I’ve been traveling for nearly twenty years, and airline travel today looks very different than it did when I started. Points programs are ubiquitous, round-the-world tickets are rare, low-cost carriers have multiplied, and airlines have merged into larger groups. Those shifts, plus rising costs and smarter revenue systems, explain why tickets often feel so expensive and unpredictable.
Industry changes that raise fares
– Consolidation: Mergers and bankruptcies left a few dominant carriers on many routes—three major U.S. airlines dominate the domestic market, a couple in Canada, and a few large groups in Europe. When only one or two carriers are viable options, there’s less pressure to compete on price.
– Fuel costs: Jet fuel has become dramatically more expensive (for example, roughly $1.37/gal in 2017 versus about $6.49/gal by 2024). Airlines pass much of that increase to passengers.
– Taxes and fees: Security charges, airport fees, and government taxes have climbed and can make up a surprisingly large share of some fares.
– Reduced capacity: After the 2008 recession and again after COVID, airlines cut routes, parked older planes, and reduced frequency. When travel rebounded, capacity wasn’t fully restored—fewer seats for the same or higher demand pushes prices up.
How airlines set prices
Airlines balance four main forces: competition, supply (how many seats are available), demand, and fuel costs. Their goal is to maximize revenue per flight, often summarized as getting the right load factor (percentage of seats sold) at the best possible average fare.
To do that they use dynamic pricing systems and AI models that analyze bookings, historical patterns, events, weather, competitor behavior, and even search trends. Fares are split into many fare classes—on U.S. domestic routes there can be 10–15 price buckets. If a flight is selling slowly, cheaper buckets get released; when it’s filling up, the remaining seats get priced higher. Because the number of seats is fixed, airlines change price rather than capacity.
That explains wild price swings: a seat can appear cheap one day, spike the next, and drop again as the algorithms adjust to bookings across all sales channels. The common belief that airlines are hiking prices because of your browser cookies is mostly a myth—real-time inventory changes and pricing algorithms are the bigger drivers.
How to find lower fares
Cheap tickets aren’t impossible, but they usually require flexibility and timing:
– Be flexible with dates and times; early-morning or midweek flights are often cheaper.

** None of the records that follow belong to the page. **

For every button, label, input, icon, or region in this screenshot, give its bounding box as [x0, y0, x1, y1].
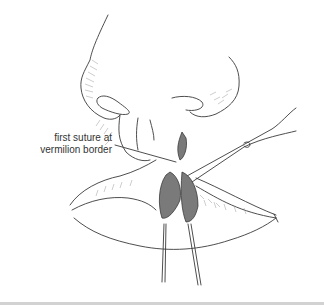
- annotation-first-suture: first suture at vermilion border: [40, 132, 112, 156]
- annotation-line-1: first suture at: [40, 132, 112, 144]
- annotation-line-2: vermilion border: [40, 144, 112, 156]
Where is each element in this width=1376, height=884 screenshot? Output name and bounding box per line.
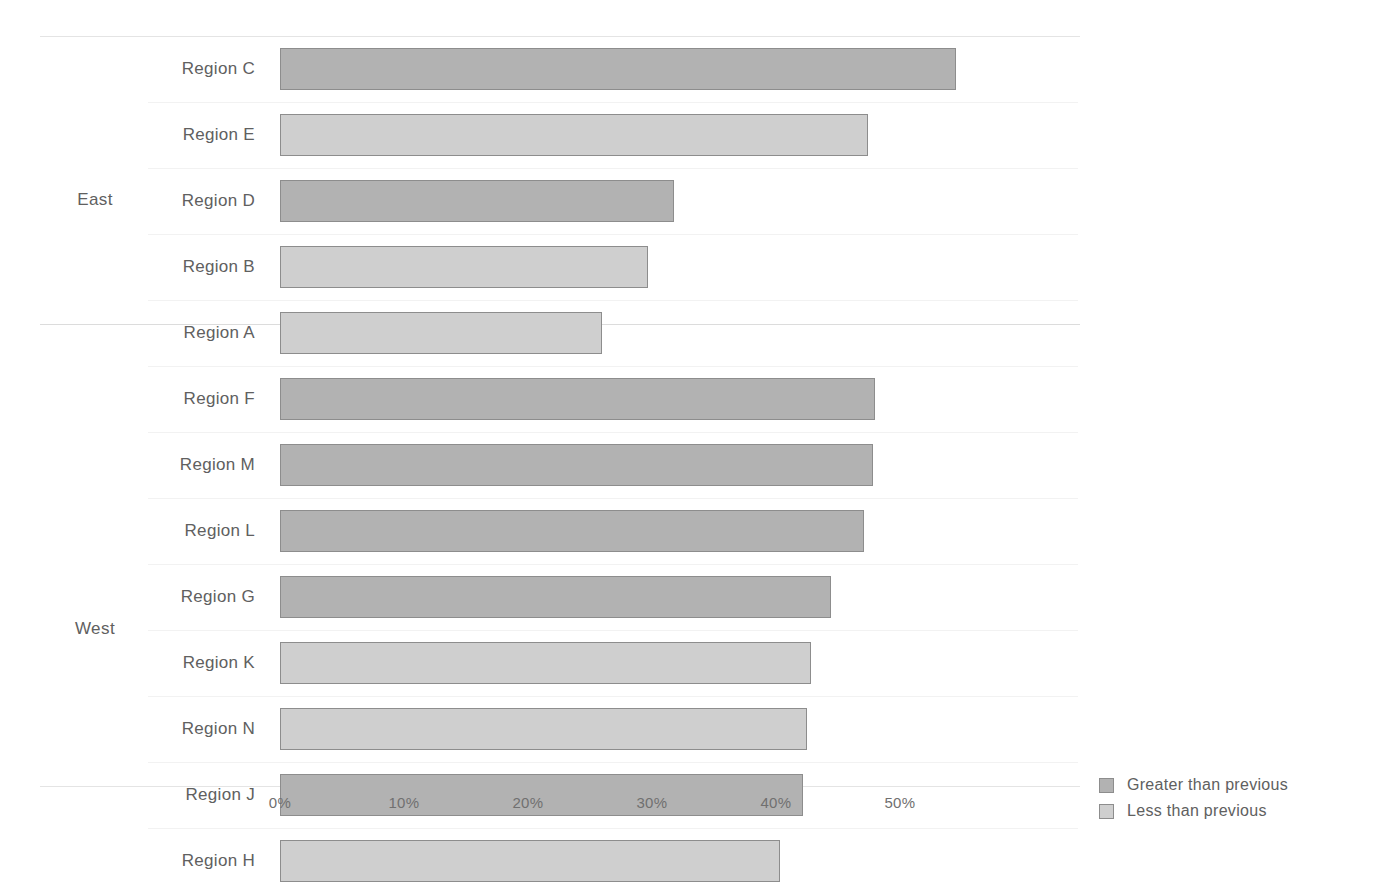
- x-axis-tick-label: 10%: [369, 794, 439, 811]
- bar-row[interactable]: Region H: [0, 828, 1376, 884]
- bar-greater[interactable]: [280, 510, 864, 552]
- x-axis-tick-label: 0%: [245, 794, 315, 811]
- bar-row[interactable]: Region D: [0, 168, 1376, 234]
- x-axis-tick-label: 40%: [741, 794, 811, 811]
- bar-less[interactable]: [280, 708, 807, 750]
- bar-greater[interactable]: [280, 48, 956, 90]
- legend-swatch-greater: [1099, 778, 1114, 793]
- bar-row-label: Region J: [90, 762, 255, 828]
- bar-greater[interactable]: [280, 576, 831, 618]
- bar-row-label: Region F: [90, 366, 255, 432]
- legend-label: Greater than previous: [1127, 776, 1288, 794]
- bar-row[interactable]: Region F: [0, 366, 1376, 432]
- plot-area: EastWest Region CRegion ERegion DRegion …: [0, 0, 1376, 884]
- bar-row-label: Region G: [90, 564, 255, 630]
- bar-greater[interactable]: [280, 378, 875, 420]
- legend-item-less[interactable]: Less than previous: [1099, 798, 1369, 824]
- bar-row[interactable]: Region C: [0, 36, 1376, 102]
- x-axis-tick-label: 20%: [493, 794, 563, 811]
- bar-row-label: Region B: [90, 234, 255, 300]
- bar-row-label: Region H: [90, 828, 255, 884]
- bar-row-label: Region D: [90, 168, 255, 234]
- bar-row[interactable]: Region N: [0, 696, 1376, 762]
- bar-row-label: Region N: [90, 696, 255, 762]
- bar-row[interactable]: Region K: [0, 630, 1376, 696]
- legend-item-greater[interactable]: Greater than previous: [1099, 772, 1369, 798]
- bar-less[interactable]: [280, 312, 602, 354]
- bar-less[interactable]: [280, 642, 811, 684]
- legend-label: Less than previous: [1127, 802, 1267, 820]
- bar-row[interactable]: Region G: [0, 564, 1376, 630]
- bar-greater[interactable]: [280, 180, 674, 222]
- x-axis-tick-label: 50%: [865, 794, 935, 811]
- bar-chart: EastWest Region CRegion ERegion DRegion …: [0, 0, 1376, 884]
- bar-row-label: Region M: [90, 432, 255, 498]
- bar-less[interactable]: [280, 246, 648, 288]
- legend-swatch-less: [1099, 804, 1114, 819]
- bar-row-label: Region L: [90, 498, 255, 564]
- bar-row-label: Region E: [90, 102, 255, 168]
- bar-row-label: Region K: [90, 630, 255, 696]
- bar-row-label: Region A: [90, 300, 255, 366]
- bar-row[interactable]: Region L: [0, 498, 1376, 564]
- bar-row-label: Region C: [90, 36, 255, 102]
- x-axis-tick-label: 30%: [617, 794, 687, 811]
- chart-legend: Greater than previousLess than previous: [1099, 772, 1369, 824]
- bar-row[interactable]: Region E: [0, 102, 1376, 168]
- bar-row[interactable]: Region M: [0, 432, 1376, 498]
- bar-row[interactable]: Region A: [0, 300, 1376, 366]
- bar-less[interactable]: [280, 114, 868, 156]
- bar-less[interactable]: [280, 840, 780, 882]
- bar-row[interactable]: Region B: [0, 234, 1376, 300]
- bar-greater[interactable]: [280, 444, 873, 486]
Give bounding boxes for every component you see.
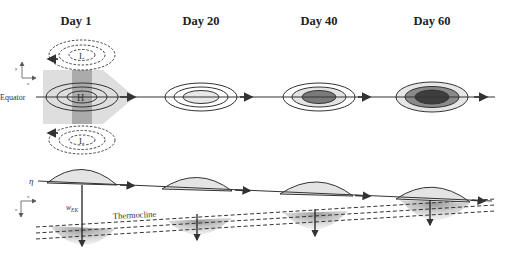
- eta-label: η: [29, 176, 34, 186]
- axis-y-label: y: [15, 66, 18, 71]
- axis-z-label: z: [15, 207, 17, 212]
- low-label-south: L: [79, 136, 85, 146]
- xz-axes-icon: [19, 199, 36, 217]
- kelvin-wave-diagram: L L y x Equator H: [0, 0, 509, 259]
- axis-x-label: x: [27, 81, 30, 86]
- thermocline-depressions: [50, 200, 470, 245]
- equator-label: Equator: [0, 93, 26, 102]
- axis-x-label-bottom: x: [27, 194, 30, 199]
- low-label-north: L: [79, 51, 85, 61]
- w-ek-label: wEK: [66, 203, 78, 213]
- thermocline-label: Thermocline: [113, 209, 157, 221]
- xy-axes-icon: [20, 62, 36, 80]
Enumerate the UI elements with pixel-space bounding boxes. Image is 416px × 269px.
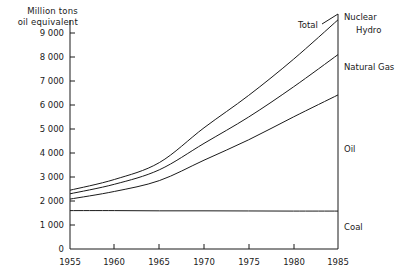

– Book well before peak travel periods; rock-bottom fares are often released a few months in advance.
– Use broad search engines that compare many carriers and sites, and check alternate nearby airports.
– Consider low-cost carriers (factor in baggage and seat fees) and multi-leg routings.
– Use travel credit cards, points, or miles to offset costs when possible.
– Watch for sales, but don’t wait too long; last-minute options are riskier and often pricier.
Bottom line
Higher baseline costs (fuel, taxes), reduced competition on many routes, and deliberately smaller capacity have all pushed fares up. Dynamic pricing and AI make those fares fluctuate rapidly. Understanding those forces and staying flexible with timing, airports, and carriers will give you the best chance of avoiding the most expensive fares.